When we learn about those roles, we also learn about our obligations. According to
those roles, we try to make sense of that also. This is the first thing we may consider to understand
the link between ethics and managers in business organizations. When discussing these roles and
obligations, what could be a student’s obligation, like he is under an obligation to study and appear
for exams? In general, this is an example of an obligation of a student. So likewise, a manager, has
an obligation to balance price and quality of the product on the one hand and paying fair wages to
employees on the other. However, we cannot understand the role and obligations of managers
without knowing more about their specific role. (Boatright, Smith and Patra, 2018).

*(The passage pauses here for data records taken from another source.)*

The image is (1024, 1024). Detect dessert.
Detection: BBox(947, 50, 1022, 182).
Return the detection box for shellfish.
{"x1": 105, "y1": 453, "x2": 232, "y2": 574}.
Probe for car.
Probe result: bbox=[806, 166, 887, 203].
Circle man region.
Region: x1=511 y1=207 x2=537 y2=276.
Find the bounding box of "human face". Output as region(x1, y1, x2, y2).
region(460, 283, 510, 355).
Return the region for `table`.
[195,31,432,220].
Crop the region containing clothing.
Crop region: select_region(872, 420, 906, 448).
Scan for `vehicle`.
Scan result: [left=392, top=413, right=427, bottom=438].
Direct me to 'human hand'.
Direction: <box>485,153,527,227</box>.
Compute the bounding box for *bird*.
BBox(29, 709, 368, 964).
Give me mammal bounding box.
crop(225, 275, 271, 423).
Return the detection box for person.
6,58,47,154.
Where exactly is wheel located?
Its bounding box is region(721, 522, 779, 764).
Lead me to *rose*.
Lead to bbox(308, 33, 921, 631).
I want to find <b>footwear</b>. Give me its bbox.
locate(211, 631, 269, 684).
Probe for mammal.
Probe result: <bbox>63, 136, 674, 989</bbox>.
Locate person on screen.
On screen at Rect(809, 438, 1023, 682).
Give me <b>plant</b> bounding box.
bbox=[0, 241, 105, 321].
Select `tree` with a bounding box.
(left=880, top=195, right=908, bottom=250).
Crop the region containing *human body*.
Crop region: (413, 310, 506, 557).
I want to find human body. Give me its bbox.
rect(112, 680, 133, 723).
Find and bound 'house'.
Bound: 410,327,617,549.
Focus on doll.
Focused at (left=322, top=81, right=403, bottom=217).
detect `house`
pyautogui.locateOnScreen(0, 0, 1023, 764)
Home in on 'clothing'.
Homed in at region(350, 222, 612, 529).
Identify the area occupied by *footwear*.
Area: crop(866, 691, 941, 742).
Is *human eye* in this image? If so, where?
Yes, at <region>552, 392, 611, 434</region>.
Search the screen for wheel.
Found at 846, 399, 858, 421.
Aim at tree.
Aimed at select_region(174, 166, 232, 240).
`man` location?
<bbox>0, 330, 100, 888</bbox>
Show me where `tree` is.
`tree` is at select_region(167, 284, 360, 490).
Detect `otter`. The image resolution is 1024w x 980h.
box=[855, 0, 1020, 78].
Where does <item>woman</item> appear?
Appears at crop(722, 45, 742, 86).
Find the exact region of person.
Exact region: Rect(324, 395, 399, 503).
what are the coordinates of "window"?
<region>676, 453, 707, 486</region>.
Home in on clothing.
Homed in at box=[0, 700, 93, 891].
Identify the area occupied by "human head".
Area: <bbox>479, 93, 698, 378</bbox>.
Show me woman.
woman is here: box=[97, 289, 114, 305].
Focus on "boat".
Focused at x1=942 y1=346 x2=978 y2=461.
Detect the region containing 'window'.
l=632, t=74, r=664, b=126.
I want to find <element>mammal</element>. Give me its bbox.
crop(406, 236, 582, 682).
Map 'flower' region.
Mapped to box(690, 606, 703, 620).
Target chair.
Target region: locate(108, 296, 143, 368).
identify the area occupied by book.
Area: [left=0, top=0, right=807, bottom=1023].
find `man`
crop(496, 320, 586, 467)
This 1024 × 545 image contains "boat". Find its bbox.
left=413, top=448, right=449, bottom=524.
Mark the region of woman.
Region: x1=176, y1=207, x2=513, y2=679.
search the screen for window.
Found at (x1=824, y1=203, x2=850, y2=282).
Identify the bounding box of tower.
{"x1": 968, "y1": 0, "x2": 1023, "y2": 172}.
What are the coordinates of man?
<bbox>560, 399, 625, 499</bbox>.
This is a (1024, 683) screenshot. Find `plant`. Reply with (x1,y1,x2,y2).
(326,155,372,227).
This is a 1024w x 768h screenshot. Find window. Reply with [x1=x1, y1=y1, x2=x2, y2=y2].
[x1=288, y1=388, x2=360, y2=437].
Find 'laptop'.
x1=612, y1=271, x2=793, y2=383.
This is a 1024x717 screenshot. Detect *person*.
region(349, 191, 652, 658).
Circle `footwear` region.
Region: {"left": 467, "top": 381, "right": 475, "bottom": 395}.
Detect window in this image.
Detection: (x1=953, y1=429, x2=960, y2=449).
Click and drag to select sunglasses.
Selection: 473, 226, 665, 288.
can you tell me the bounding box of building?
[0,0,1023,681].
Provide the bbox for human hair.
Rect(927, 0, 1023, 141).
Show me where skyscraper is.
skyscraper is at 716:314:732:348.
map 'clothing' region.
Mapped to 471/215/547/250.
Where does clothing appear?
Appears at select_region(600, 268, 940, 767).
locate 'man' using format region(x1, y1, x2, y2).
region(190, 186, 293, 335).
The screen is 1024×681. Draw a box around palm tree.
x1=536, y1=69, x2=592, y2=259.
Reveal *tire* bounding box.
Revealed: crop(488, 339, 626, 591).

We are talking about roles and obligations, and there is a possibility of a conflict in
obligations also. (Rowan and Zinaich, 2003, p. 2) There are possibilities that you are a brother or
a student or this and that. Similarly, you are playing the role of a manager, a lawyer, an engineer,
etc. And there can be a conflict among obligations in playing these role(s). It is the responsibility
of a lawyer, for example, to speak the truth in a court of law when he is representing his client to
ensure legal justice. He should be telling the truth in a court of law, but he realizes he can win the
case if he bends the truth to some extent. He can obtain some advantage for his client and do well
in his career as a lawyer. He can be a successful lawyer, and he can win the case for his client also
just by making some changes in the statements that he is making in the court of law, some bending
of the truth, but at the same time coming to the point of being loyal to his client.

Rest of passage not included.